I can imagine I am a soul in Hell, and God in His mercy is saying to me, “Return to the world for this year and on your manner of life during the year will depend your returning to Hell or not.” What a life I should lead! How little I should think of suffering, of mortification! How I would rejoice in suffering! How perfectly each moment would be spent!
COMMENT: The thought of Hell is an unpleasant one. Yet the Gospel contains numerous references to the possibility of eternal damnation – if we want to ignore this aspect of the Gospel we would end up deleting quite a lot of the Gospel texts! Perhaps the spiritual and devotional practices of previous generations were a little unbalanced and a little too focussed on Hell and damnation; in contrast there is a temptation today to go too far in the opposite direction and ignore it altogether. Swinging the pendulum to the other extreme does not make up for the mistakes of the past, it simply compounds them with other mistakes. After all, if Hell does not exist, or is not even a remote possibility for us, then why do we celebrate Christmas, the birth of our Saviour? What did He come to save us from, if not from sin and Hell? It is clear that Pope Francis also sees the importance of this point – he speaks more about the devil than any pope has in decades, if not longer.
Whether we imagine Hell as a place of burning fires or as a state of eternal regret and depression for the loss of God, it is clear that it is a place/state we should do everything in our power to avoid. The mental exercise in Fr Doyle’s quote today is a very valuable one as we start the new year. If we knew this was to be our last year, how differently we might live it!

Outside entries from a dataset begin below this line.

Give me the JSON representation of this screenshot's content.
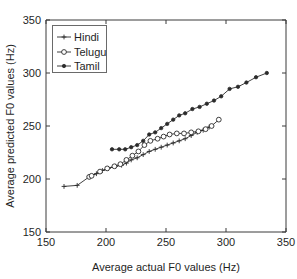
{
  "chart_data": {
    "type": "line",
    "title": "",
    "xlabel": "Average actual F0 values (Hz)",
    "ylabel": "Average predicted F0 values (Hz)",
    "xlim": [
      150,
      350
    ],
    "ylim": [
      150,
      350
    ],
    "xticks": [
      150,
      200,
      250,
      300,
      350
    ],
    "yticks": [
      150,
      200,
      250,
      300,
      350
    ],
    "xtick_labels": [
      "150",
      "200",
      "250",
      "300",
      "350"
    ],
    "ytick_labels": [
      "150",
      "200",
      "250",
      "300",
      "350"
    ],
    "grid": false,
    "legend_position": "upper-left",
    "series": [
      {
        "name": "Hindi",
        "marker": "plus",
        "x": [
          165,
          176,
          186,
          192,
          197,
          202,
          208,
          213,
          217,
          221,
          226,
          231,
          236,
          241,
          246,
          251,
          256,
          261,
          266,
          271,
          276,
          281,
          286
        ],
        "y": [
          193,
          194,
          202,
          205,
          208,
          210,
          212,
          213,
          215,
          218,
          220,
          223,
          226,
          228,
          230,
          232,
          234,
          236,
          238,
          241,
          244,
          246,
          249
        ]
      },
      {
        "name": "Telugu",
        "marker": "circle",
        "x": [
          186,
          188,
          195,
          201,
          207,
          212,
          217,
          222,
          227,
          232,
          237,
          243,
          248,
          253,
          259,
          265,
          271,
          277,
          283,
          288,
          294
        ],
        "y": [
          202,
          203,
          207,
          210,
          212,
          214,
          218,
          222,
          226,
          232,
          236,
          238,
          240,
          242,
          243,
          243,
          244,
          245,
          247,
          250,
          256
        ]
      },
      {
        "name": "Tamil",
        "marker": "filled",
        "x": [
          205,
          211,
          216,
          221,
          226,
          231,
          236,
          241,
          246,
          251,
          256,
          261,
          266,
          272,
          278,
          284,
          290,
          296,
          303,
          310,
          317,
          325,
          334
        ],
        "y": [
          228,
          228,
          228,
          230,
          232,
          236,
          242,
          244,
          248,
          252,
          256,
          260,
          262,
          266,
          268,
          271,
          274,
          278,
          285,
          287,
          291,
          296,
          300
        ]
      }
    ],
    "legend_entries": [
      "Hindi",
      "Telugu",
      "Tamil"
    ]
  },
  "figure": {
    "background": "#ffffff",
    "axis_color": "#3a3a3a",
    "line_color": "#2b2b2b"
  }
}
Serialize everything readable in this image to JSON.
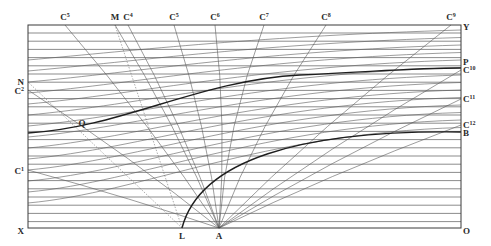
{
  "diagram": {
    "frame": {
      "left": 28,
      "top": 25,
      "right": 461,
      "bottom": 228
    },
    "colors": {
      "line": "#5a5a5a",
      "bold": "#1e1e1e",
      "background": "#ffffff"
    },
    "top_labels": [
      {
        "id": "C5",
        "base": "C",
        "sup": "5",
        "x": 65
      },
      {
        "id": "M",
        "base": "M",
        "sup": "",
        "x": 115
      },
      {
        "id": "C4",
        "base": "C",
        "sup": "4",
        "x": 128
      },
      {
        "id": "C5b",
        "base": "C",
        "sup": "5",
        "x": 174
      },
      {
        "id": "C6",
        "base": "C",
        "sup": "6",
        "x": 215
      },
      {
        "id": "C7",
        "base": "C",
        "sup": "7",
        "x": 264
      },
      {
        "id": "C8",
        "base": "C",
        "sup": "8",
        "x": 326
      },
      {
        "id": "C9",
        "base": "C",
        "sup": "9",
        "x": 451
      }
    ],
    "left_labels": [
      {
        "id": "N",
        "base": "N",
        "sup": "",
        "y": 82
      },
      {
        "id": "C2",
        "base": "C",
        "sup": "2",
        "y": 91
      },
      {
        "id": "C1",
        "base": "C",
        "sup": "1",
        "y": 171
      },
      {
        "id": "X",
        "base": "X",
        "sup": "",
        "y": 231
      }
    ],
    "right_labels": [
      {
        "id": "Y",
        "base": "Y",
        "sup": "",
        "y": 27
      },
      {
        "id": "P",
        "base": "P",
        "sup": "",
        "y": 62
      },
      {
        "id": "C10",
        "base": "C",
        "sup": "10",
        "y": 70
      },
      {
        "id": "C11",
        "base": "C",
        "sup": "11",
        "y": 99
      },
      {
        "id": "C12",
        "base": "C",
        "sup": "12",
        "y": 125
      },
      {
        "id": "B",
        "base": "B",
        "sup": "",
        "y": 133
      },
      {
        "id": "O",
        "base": "O",
        "sup": "",
        "y": 231
      }
    ],
    "bottom_labels": [
      {
        "id": "L",
        "base": "L",
        "x": 182
      },
      {
        "id": "A",
        "base": "A",
        "x": 219
      }
    ],
    "inner_labels": [
      {
        "id": "Q",
        "base": "Q",
        "x": 82,
        "y": 126
      }
    ],
    "focus_point": {
      "label": "A",
      "x": 219,
      "y": 228
    },
    "secondary_point": {
      "label": "L",
      "x": 182,
      "y": 228
    }
  }
}
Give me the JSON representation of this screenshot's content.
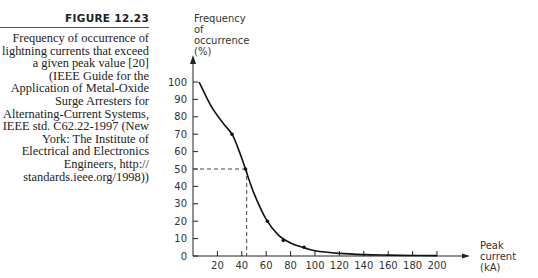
{
  "caption": {
    "figure_label": "FIGURE 12.23",
    "text": "Frequency of occurrence of lightning currents that exceed a given peak value [20] (IEEE Guide for the Application of Metal-Oxide Surge Arresters for Alternating-Current Systems, IEEE std. C62.22-1997 (New York: The Institute of Electrical and Electronics Engineers, http:// standards.ieee.org/1998))"
  },
  "chart_data": {
    "type": "line",
    "title": "",
    "ylabel_lines": [
      "Frequency",
      "of",
      "occurrence",
      "(%)"
    ],
    "xlabel_lines": [
      "Peak",
      "current",
      "(kA)"
    ],
    "xlim": [
      0,
      200
    ],
    "ylim": [
      0,
      100
    ],
    "xticks": [
      20,
      40,
      60,
      80,
      100,
      120,
      140,
      160,
      180,
      200
    ],
    "yticks": [
      0,
      10,
      20,
      30,
      40,
      50,
      60,
      70,
      80,
      90,
      100
    ],
    "grid": false,
    "series": [
      {
        "name": "curve",
        "x": [
          5,
          15,
          25,
          32,
          38,
          43,
          50,
          60,
          70,
          80,
          90,
          100,
          120,
          140,
          160,
          180,
          200
        ],
        "y": [
          100,
          86,
          76,
          70,
          60,
          50,
          36,
          21,
          12,
          7.5,
          5,
          3,
          1.5,
          0.8,
          0.5,
          0.3,
          0.2
        ]
      }
    ],
    "points": [
      {
        "x": 32,
        "y": 70
      },
      {
        "x": 43,
        "y": 50
      },
      {
        "x": 61,
        "y": 20
      },
      {
        "x": 74,
        "y": 9
      },
      {
        "x": 91,
        "y": 5
      }
    ],
    "reference": {
      "x": 44,
      "y": 50,
      "style": "dashed"
    }
  }
}
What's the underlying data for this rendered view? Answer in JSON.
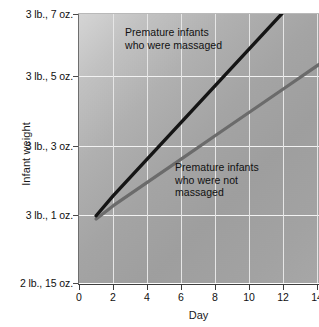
{
  "chart_data": {
    "type": "line",
    "title": "",
    "xlabel": "Day",
    "ylabel": "Infant weight",
    "xlim": [
      0,
      14
    ],
    "x_ticks": [
      0,
      2,
      4,
      6,
      8,
      10,
      12,
      14
    ],
    "x_tick_labels": [
      "0",
      "2",
      "4",
      "6",
      "8",
      "10",
      "12",
      "14"
    ],
    "y_tick_labels": [
      "3 lb., 7 oz.",
      "3 lb., 5 oz.",
      "3 lb., 3 oz.",
      "3 lb., 1 oz.",
      "2 lb., 15 oz."
    ],
    "y_tick_values_oz": [
      55,
      53,
      51,
      49,
      47
    ],
    "ylim_oz": [
      47,
      55
    ],
    "grid": true,
    "legend_position": "inline-annotations",
    "series": [
      {
        "name": "Premature infants who were massaged",
        "label_text": "Premature infants\nwho were massaged",
        "color": "#151515",
        "x": [
          1,
          2,
          4,
          6,
          8,
          10,
          12,
          14
        ],
        "y_oz": [
          49.0,
          49.6,
          50.7,
          51.8,
          52.9,
          54.0,
          55.1,
          56.2
        ]
      },
      {
        "name": "Premature infants who were not massaged",
        "label_text": "Premature infants\nwho were not\nmassaged",
        "color": "#6b6b6b",
        "x": [
          1,
          2,
          4,
          6,
          8,
          10,
          12,
          14
        ],
        "y_oz": [
          48.9,
          49.3,
          50.0,
          50.7,
          51.4,
          52.1,
          52.8,
          53.5
        ]
      }
    ],
    "colors": {
      "massaged_line": "#151515",
      "not_massaged_line": "#6b6b6b",
      "plot_background": "#a8a8a8",
      "gridline": "#f2f2f2",
      "text": "#111111"
    }
  },
  "axes": {
    "y_title": "Infant weight",
    "x_title": "Day",
    "y_ticks": [
      {
        "label": "3 lb., 7 oz.",
        "top": 14
      },
      {
        "label": "3 lb., 5 oz.",
        "top": 76
      },
      {
        "label": "3 lb., 3 oz.",
        "top": 146
      },
      {
        "label": "3 lb., 1 oz.",
        "top": 215
      },
      {
        "label": "2 lb., 15 oz.",
        "top": 283
      }
    ],
    "x_ticks": [
      {
        "label": "0",
        "left": 79
      },
      {
        "label": "2",
        "left": 113
      },
      {
        "label": "4",
        "left": 147
      },
      {
        "label": "6",
        "left": 181
      },
      {
        "label": "8",
        "left": 215
      },
      {
        "label": "10",
        "left": 249
      },
      {
        "label": "12",
        "left": 283
      },
      {
        "label": "14",
        "left": 317
      }
    ]
  },
  "annotations": {
    "massaged": "Premature infants\nwho were massaged",
    "not_massaged": "Premature infants\nwho were not\nmassaged"
  }
}
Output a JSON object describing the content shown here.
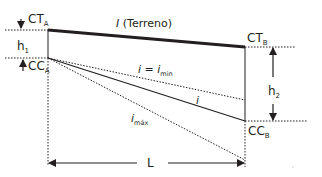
{
  "diagram": {
    "labels": {
      "ct_a": "CT",
      "ct_a_sub": "A",
      "ct_b": "CT",
      "ct_b_sub": "B",
      "cc_a": "CC",
      "cc_a_sub": "A",
      "cc_b": "CC",
      "cc_b_sub": "B",
      "h1": "h",
      "h1_sub": "1",
      "h2": "h",
      "h2_sub": "2",
      "terrain_i": "I",
      "terrain_text": " (Terreno)",
      "i_min_lhs": "i",
      "i_min_eq": " = ",
      "i_min_rhs": "i",
      "i_min_sub": "min",
      "i_mid": "i",
      "i_max": "i",
      "i_max_sub": "máx",
      "length": "L"
    },
    "colors": {
      "line": "#231f20",
      "background": "#ffffff"
    }
  }
}
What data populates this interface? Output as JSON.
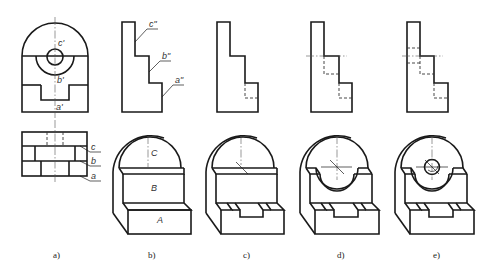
{
  "figure": {
    "panels": [
      {
        "id": "a",
        "caption": "a)",
        "front_labels": [
          "c'",
          "b'",
          "a'"
        ],
        "top_labels": [
          "c",
          "b",
          "a"
        ]
      },
      {
        "id": "b",
        "caption": "b)",
        "side_labels": [
          "c\"",
          "b\"",
          "a\""
        ],
        "iso_labels": [
          "C",
          "B",
          "A"
        ]
      },
      {
        "id": "c",
        "caption": "c)"
      },
      {
        "id": "d",
        "caption": "d)"
      },
      {
        "id": "e",
        "caption": "e)"
      }
    ]
  }
}
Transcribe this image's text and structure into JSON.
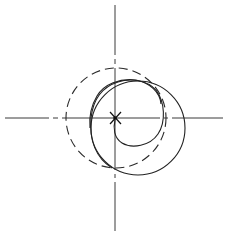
{
  "diagram": {
    "colors": {
      "background": "#ffffff",
      "line": "#222222"
    },
    "elements": {
      "axes": [
        "horizontal-axis",
        "vertical-axis"
      ],
      "center_marker": "x-mark",
      "reference_circle": "dashed",
      "trajectory": "solid spiral"
    }
  }
}
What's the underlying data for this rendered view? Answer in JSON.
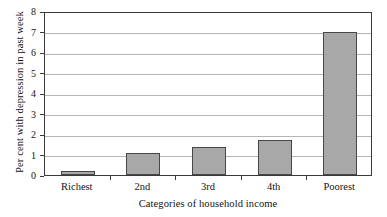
{
  "chart_data": {
    "type": "bar",
    "title": "",
    "categories": [
      "Richest",
      "2nd",
      "3rd",
      "4th",
      "Poorest"
    ],
    "values": [
      0.2,
      1.05,
      1.35,
      1.7,
      7.0
    ],
    "xlabel": "Categories of household income",
    "ylabel": "Per cent with depression in past week",
    "ylim": [
      0,
      8
    ],
    "yticks": [
      0,
      1,
      2,
      3,
      4,
      5,
      6,
      7,
      8
    ],
    "ytick_labels": [
      "0",
      "1",
      "2",
      "3",
      "4",
      "5",
      "6",
      "7",
      "8"
    ],
    "grid": true,
    "grid_axis": "y",
    "legend": false,
    "bar_fill_color": "#a8a8a8",
    "bar_edge_color": "#474747",
    "grid_color": "#b4b4b4",
    "axis_color": "#3a3a3a",
    "background_color": "#ffffff"
  }
}
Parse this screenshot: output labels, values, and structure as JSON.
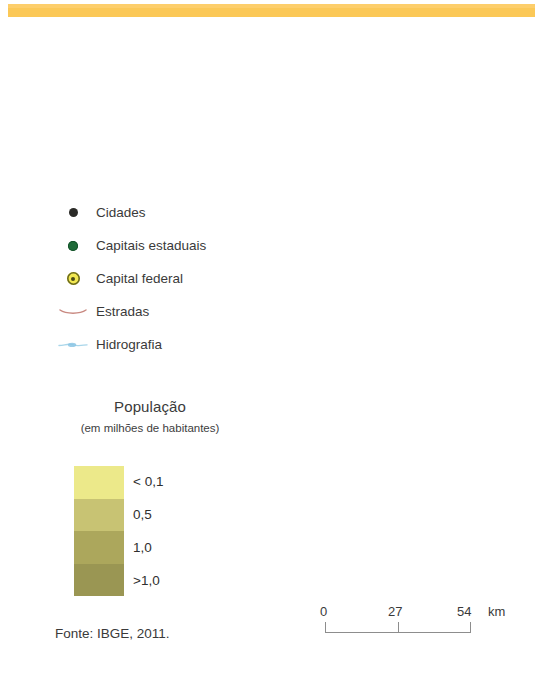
{
  "top_bar": {
    "color": "#fbc857"
  },
  "legend": {
    "items": [
      {
        "label": "Cidades",
        "icon": "black-dot-icon",
        "color": "#2b2b28"
      },
      {
        "label": "Capitais estaduais",
        "icon": "green-dot-icon",
        "color": "#1f6b39"
      },
      {
        "label": "Capital federal",
        "icon": "yellow-target-icon",
        "color": "#f2e851"
      },
      {
        "label": "Estradas",
        "icon": "road-line-icon",
        "color": "#c98a82"
      },
      {
        "label": "Hidrografia",
        "icon": "river-line-icon",
        "color": "#9ccfe8"
      }
    ]
  },
  "population": {
    "title": "População",
    "subtitle": "(em milhões de habitantes)",
    "bands": [
      {
        "label": "< 0,1",
        "color": "#ece98a"
      },
      {
        "label": "0,5",
        "color": "#c8c373"
      },
      {
        "label": "1,0",
        "color": "#aca75c"
      },
      {
        "label": ">1,0",
        "color": "#9a9653"
      }
    ]
  },
  "scalebar": {
    "ticks": [
      "0",
      "27",
      "54"
    ],
    "unit": "km"
  },
  "source": {
    "text": "Fonte: IBGE, 2011."
  }
}
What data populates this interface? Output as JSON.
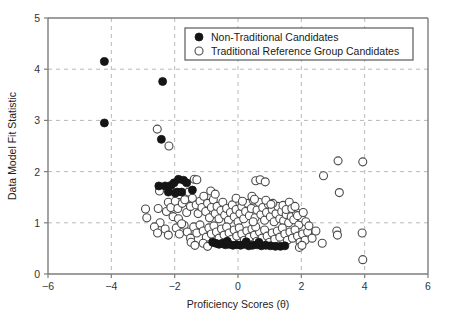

However, the reality of our situation is even more acute than this mental exercise. Our eternal destiny does not depend on how we live this year, but how we live this moment! We cannot change what we have done in the past, and we are not guaranteed the future. Not even the most powerful or wealthy individuals can prevent death or guarantee that they will be alive tomorrow. Fr Doyle always emphasised the importance of the present moment, and of doing our duty well. This is the ordinary discipline and penance that we are all called to follow.